The meme is that westerners care more that that the people that are seeing their kids murdered condemn the only (while very imperfect) group that is helping them instead of focusing on the fact that kids are being murdered.
America is a white supremacist nation, if you click that option you won’t be able to get your flight. In any civilized nation such an option would be illegal (as it’s not their fucking business) but because they’re a shithole country with no oversight, they get to fuck people over their views.
Its not healthy to be so angry on the internet. You should cook dinner with your mom instead. Do it with her not for her. She will appreciate the time you spend with her.
One point here: the government doesn’t pay out a large chunk of it’s earnings to people who did nothing to ensure that the product or service was delivered.
They got paid a large percentage of revenue because they’re shareholders.
Tell me again why taking a big pile of money from customers, who are very likely not wealthy (at least for the majority), and giving it to wealthy people, is “more efficient” than the government doing the same job and just, not doing that?
If you cut out the profit, the “business” runs more lean, no matter which way you arrange the numbers. I would argue that a more lean business model is simply more efficient. The dollars going in simply result in more output per dollar. IMO, that’s efficient.
Except they didn’t. Whomever purchased the stock initially did, and often that amount is a shadow of what the stock is currently traded at.
It’s also a figure that’s been repaid over and over again as dividends have been paid.
With government organizations, the public, aka debt devices, aka the public wallet, pays for the initial investment. Once that investment is made it pays for itself over and over in goods and services over the lifetime of the investment.
Shareholders are basically the landlords of wall street. They contribute nothing and feel like they deserve everything.
Except they didn’t. Whomever [sic] purchased the stock initially did, and often that amount is a shadow of what the stock is currently traded at.
This ignores two other very important roles that subsequent shareholders play:
Give initial investors the opportunity re-deploy their capital elsewhere when they choose to do so.
Signal the value of the company’s equity, in real time, on the open market.

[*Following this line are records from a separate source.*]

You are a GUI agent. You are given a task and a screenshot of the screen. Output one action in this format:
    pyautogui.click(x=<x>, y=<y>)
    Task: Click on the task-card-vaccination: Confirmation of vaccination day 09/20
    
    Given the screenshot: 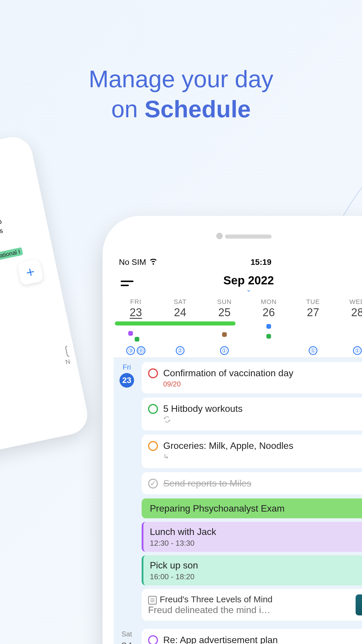 What is the action you would take?
    pyautogui.click(x=252, y=378)
    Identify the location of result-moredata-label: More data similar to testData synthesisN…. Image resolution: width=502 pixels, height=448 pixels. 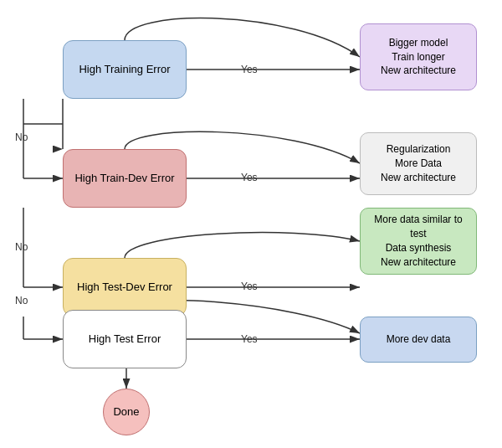
(418, 241).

When the stock is trading above IPO price (as your rebuttal implies), this enables the company to raise more capital by borrowing against its equity and/or selling shares of its own stock.
In light of these critical roles, it’s vastly unfair to say that shareholders contribute nothing to the delivery of goods and services—quite the opposite.
For the kids reading at home, this is what an ad hominem attack looks like—a logical fallacy in which one attacks their opponent personally instead of addressing the merits of their argument.
While I agree with you completely, the argument for a counter-point would be that exactly because the private company should create as much profit for the owners as possible - it has to be as lean / efficient as possible.
That is not true for “the goverment” as profit is not an encentive to rationalize the work process.
What I find interesting are goverment agencies that operate on both levels. A great example is Ordenance Survey in UK. While they provide a public service, they also sell some of their products commercially to cover some operating costs (hiking maps etc.).
because the private company should create as much profit for the owners as possible - it has to be as lean / efficient as possible.
Yeah but no. It would be if the owner/shareholders weren’t skimming of the top. The process may be lean but the pricing is designed to maximize and take as much as the market will bear. Which undoes the benefit the efficiency could bring to a public service.
Not directly, but they improve the low-power modes substantially, and using the low-power modes for longer times is the solution. Inverters aren’t strictly needed, but they do make it better.